The Anthem Foundation donated $250,000 to supplement health data exchange among ED clinicians and hospitals across the state.

By Kate Monica

https://ehrintelligence.com/news/kentucky-hospitals-collaborate-to-boost-ed-health-data-exchange

July 09, 2019 – The Anthem Foundation has awarded the Kentucky Hospital Association (KHA) a $250,000 grant to support the implementation of a health IT solution designed to streamline health data exchange between emergency department (ED) personnel and other providers.

Kentucky hospitals will use the grant to launch a solution called EDie developed by Collective Medical Technologies. The solution will help to deliver critical patient information to emergency clinicians for better-informed clinical decision making and improved patient health outcomes.

Hospitals throughout the state will have the opportunity to utilize the software at no cost.

“Information is a powerful tool in medicine, especially emergency medicine when life and death decisions must be made quickly,” said Harold C. Warman, president of Highlands Regional Medical Center in Prestonsburg. “EDie instantly consolidates information from multiple sources that would otherwise take hours to obtain, and lets emergency physicians make faster, more informed clinical decisions.”

The health IT solution functions as a real-time, risk-adjusted event notification system and care collaboration platform. Kentucky hospitals part of KHA will be able to use the EHR-integrated solution to identify and support high-risk patients across care settings.

Clinicians across the state hope to reduce avoidable hospital readmissions, improve efforts to curb the opioid epidemic, and improve care management for patients with complex conditions who frequent emergency departments.

So far, ten Kentucky hospitals have adopted the health IT solution. An additional 28 hospitals are currently in the process of going live with the technology. Providers at each facility using EDie will have access to data provided by other participating facilities as well as information from hospitals in other states, substance use disorder facilities, skilled nursing facilities, and specialty care clinics across the country.

“One particularly powerful application of this technology is in fighting Kentucky’s opioid epidemic,” said KHA President Nancy Galvagni. “Emergency room hopping is a serious obstacle in helping people suffering from addiction and this software can tell a treating physician if the patient has a history of ER visits for pain treatment. EDie can be the difference between enabling addiction and treating it.”

Healthcare organizations and hospitals across the country currently use EDie to access data from thousands of hospitals, urgent care centers, clinics, and health plans. EDie collects and processes this information for emergency clinicians in a single, integrated report.

ED care teams can use these reports to view patient histories, visit summaries, provider data, security events, and care recommendations such as preferred language and drug allergy information.

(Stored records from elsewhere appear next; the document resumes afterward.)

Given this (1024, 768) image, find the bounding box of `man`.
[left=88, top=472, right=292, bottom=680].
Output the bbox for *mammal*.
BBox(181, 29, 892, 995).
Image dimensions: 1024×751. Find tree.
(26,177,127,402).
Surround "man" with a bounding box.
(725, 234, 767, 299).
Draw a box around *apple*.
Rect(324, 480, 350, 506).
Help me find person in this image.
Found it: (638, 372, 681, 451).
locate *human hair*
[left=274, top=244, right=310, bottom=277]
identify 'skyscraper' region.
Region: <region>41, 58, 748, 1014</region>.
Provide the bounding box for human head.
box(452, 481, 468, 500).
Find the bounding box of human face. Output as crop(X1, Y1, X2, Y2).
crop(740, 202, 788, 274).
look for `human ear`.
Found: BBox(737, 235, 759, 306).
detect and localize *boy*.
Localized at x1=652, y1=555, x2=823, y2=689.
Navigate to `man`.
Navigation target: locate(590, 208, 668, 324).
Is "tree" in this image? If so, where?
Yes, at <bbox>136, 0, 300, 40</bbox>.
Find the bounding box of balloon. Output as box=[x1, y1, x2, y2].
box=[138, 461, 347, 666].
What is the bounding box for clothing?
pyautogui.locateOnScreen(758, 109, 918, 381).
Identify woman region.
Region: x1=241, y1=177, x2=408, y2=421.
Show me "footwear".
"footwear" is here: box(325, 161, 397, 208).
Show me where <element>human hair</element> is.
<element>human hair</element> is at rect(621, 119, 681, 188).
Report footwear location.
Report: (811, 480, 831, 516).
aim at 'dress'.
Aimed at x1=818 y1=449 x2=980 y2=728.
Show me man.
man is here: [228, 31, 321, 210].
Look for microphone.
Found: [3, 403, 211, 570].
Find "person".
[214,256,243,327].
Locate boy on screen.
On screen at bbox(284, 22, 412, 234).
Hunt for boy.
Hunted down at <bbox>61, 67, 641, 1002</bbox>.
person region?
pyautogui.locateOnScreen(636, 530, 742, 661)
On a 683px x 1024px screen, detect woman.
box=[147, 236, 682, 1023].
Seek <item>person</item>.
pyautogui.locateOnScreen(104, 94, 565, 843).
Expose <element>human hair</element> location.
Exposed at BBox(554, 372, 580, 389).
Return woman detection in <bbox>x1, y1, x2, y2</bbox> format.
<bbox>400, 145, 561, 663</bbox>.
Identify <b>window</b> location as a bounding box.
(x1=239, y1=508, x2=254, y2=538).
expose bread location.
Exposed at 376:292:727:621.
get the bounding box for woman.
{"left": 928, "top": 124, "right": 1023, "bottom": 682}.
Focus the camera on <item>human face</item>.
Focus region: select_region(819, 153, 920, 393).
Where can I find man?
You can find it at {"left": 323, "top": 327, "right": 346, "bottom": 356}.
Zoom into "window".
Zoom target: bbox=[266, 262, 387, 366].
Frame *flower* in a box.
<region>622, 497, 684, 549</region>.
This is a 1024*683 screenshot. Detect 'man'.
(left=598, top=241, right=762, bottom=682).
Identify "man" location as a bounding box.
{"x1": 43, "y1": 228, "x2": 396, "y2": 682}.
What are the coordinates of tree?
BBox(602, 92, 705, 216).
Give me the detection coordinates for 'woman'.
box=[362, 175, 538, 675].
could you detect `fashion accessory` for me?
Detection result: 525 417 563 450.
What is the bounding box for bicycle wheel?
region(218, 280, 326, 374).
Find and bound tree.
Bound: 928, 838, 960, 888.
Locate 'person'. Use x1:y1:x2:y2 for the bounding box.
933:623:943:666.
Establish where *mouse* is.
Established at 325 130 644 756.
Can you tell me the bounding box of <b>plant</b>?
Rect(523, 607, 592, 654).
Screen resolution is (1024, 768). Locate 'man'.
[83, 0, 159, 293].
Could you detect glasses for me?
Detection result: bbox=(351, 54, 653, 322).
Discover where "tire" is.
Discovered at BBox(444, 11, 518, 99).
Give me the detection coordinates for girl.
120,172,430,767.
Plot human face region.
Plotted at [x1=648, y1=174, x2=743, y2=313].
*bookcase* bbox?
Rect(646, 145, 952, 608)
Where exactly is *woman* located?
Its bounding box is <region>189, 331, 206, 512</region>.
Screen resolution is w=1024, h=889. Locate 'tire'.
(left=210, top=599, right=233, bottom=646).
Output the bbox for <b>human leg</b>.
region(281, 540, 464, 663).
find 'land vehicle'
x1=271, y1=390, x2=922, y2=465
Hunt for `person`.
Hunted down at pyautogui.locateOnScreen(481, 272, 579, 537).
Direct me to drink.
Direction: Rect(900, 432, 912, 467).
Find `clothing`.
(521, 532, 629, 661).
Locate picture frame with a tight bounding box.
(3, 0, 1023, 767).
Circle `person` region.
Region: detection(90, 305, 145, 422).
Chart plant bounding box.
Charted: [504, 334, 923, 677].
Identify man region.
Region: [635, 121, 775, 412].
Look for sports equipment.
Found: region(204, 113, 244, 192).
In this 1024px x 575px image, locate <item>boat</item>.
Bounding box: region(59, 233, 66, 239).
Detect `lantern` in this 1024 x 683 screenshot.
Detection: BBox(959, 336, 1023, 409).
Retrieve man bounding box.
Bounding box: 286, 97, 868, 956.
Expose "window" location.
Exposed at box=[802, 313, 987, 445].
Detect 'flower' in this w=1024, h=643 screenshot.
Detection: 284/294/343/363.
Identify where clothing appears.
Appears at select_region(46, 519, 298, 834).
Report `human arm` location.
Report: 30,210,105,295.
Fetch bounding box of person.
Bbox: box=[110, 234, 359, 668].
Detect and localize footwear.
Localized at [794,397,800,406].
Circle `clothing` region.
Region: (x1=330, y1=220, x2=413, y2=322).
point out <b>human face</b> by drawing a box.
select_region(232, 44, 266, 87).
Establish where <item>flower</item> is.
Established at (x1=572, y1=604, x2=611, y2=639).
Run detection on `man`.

“At Anthem, our mission is to simplify health care, and improve lives and communities. We value the relationships we have with providers, which in this instance is working to breakdown information silos and deliver better care,” said Anthem Blue Cross and Blue Shield in Kentucky President Kennan Wethington.

“We’re incredibly proud of this innovative partnership because it will put this technology in the hands of more physicians as more forward-thinking hospitals choose to participate,” Wethington added.

KHA was established in 1929 and represents hospitals, healthcare organizations, and integrated delivery systems across the state of Kentucky.

Other states including North Dakota and California have taken steps to improve health data access and exchange among emergency care providers.

In May, a California HIE received a $4.9 million grant from the Emergency Medical Services Authority (EMSA) to enable interoperability with EMS ambulances, hospitals, and other first responders.

The nonprofit HIE network will work with six California EMS organizations, 13 EMS providers, and 16 hospitals to enable interoperability across Riverside, San Bernardino, Fresno, Tulare, San Joaquin, Merced, Amador, Stanislaus, and Calaveras counties. The grant will allow 7.6 million California residents to follow ONC’s Search, Alert, File, and Reconcile (SAFR) model.